I won't comment on the other nations, but ours never did "work fine"; while it did make a lot of individuals rich, the nation itself actually lost money. We had so many political, social and economical problems in the last 150-200 yearsm we never managed to properly... manage the colonies...
 
I won't comment on the other nations, but ours never did "work fine"; while it did make a lot of individuals rich, the nation itself actually lost money. We had so many political, social and economical problems in the last 150-200 yearsm we never managed to properly... manage the colonies...

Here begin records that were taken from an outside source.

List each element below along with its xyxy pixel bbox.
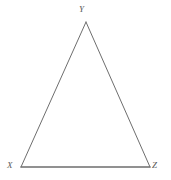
vertex-label-y: Y: [79, 5, 84, 14]
edge-yz-line: [86, 22, 150, 167]
triangle-figure: Y X Z: [0, 0, 171, 180]
triangle-shape: [0, 0, 171, 180]
edge-xy-line: [21, 22, 86, 167]
vertex-label-z: Z: [152, 161, 157, 170]
vertex-label-x: X: [7, 161, 13, 170]
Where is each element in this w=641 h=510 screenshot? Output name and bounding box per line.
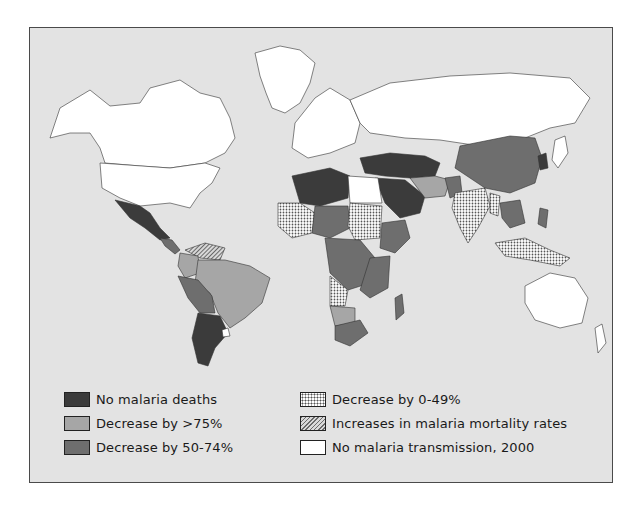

Well, the idea is not that the nation gets rich, but the selected few (aristocracy, business elite, ruling clique of Communist party, take your pick) gets rich! :)
 
I would say that the Europeans could just keep the smaller ones, but will not be able to absorb the larger ones. For example, the Netherlands can keep Surinam, but not Indonesia(although they might keeps parts of Indonesia). I think most of the smaller Carribean islands could be kept, just like there are still several Dutch, French and British Carribean islands. Actualy I think most islands could have remained part of the Europen nations, the Pacific islands, the Indian islands, the atlantic islands. Some small continental countries, like Surinam orGuyana, maybe even Belize could be kept. As long as it is too big, I doubt it is possible. So the Netherlands will lose Indonesia, Britain will lose India, France will lose Indo-China. Places like Algeria can only be kept after intrensic ethnic cleansing.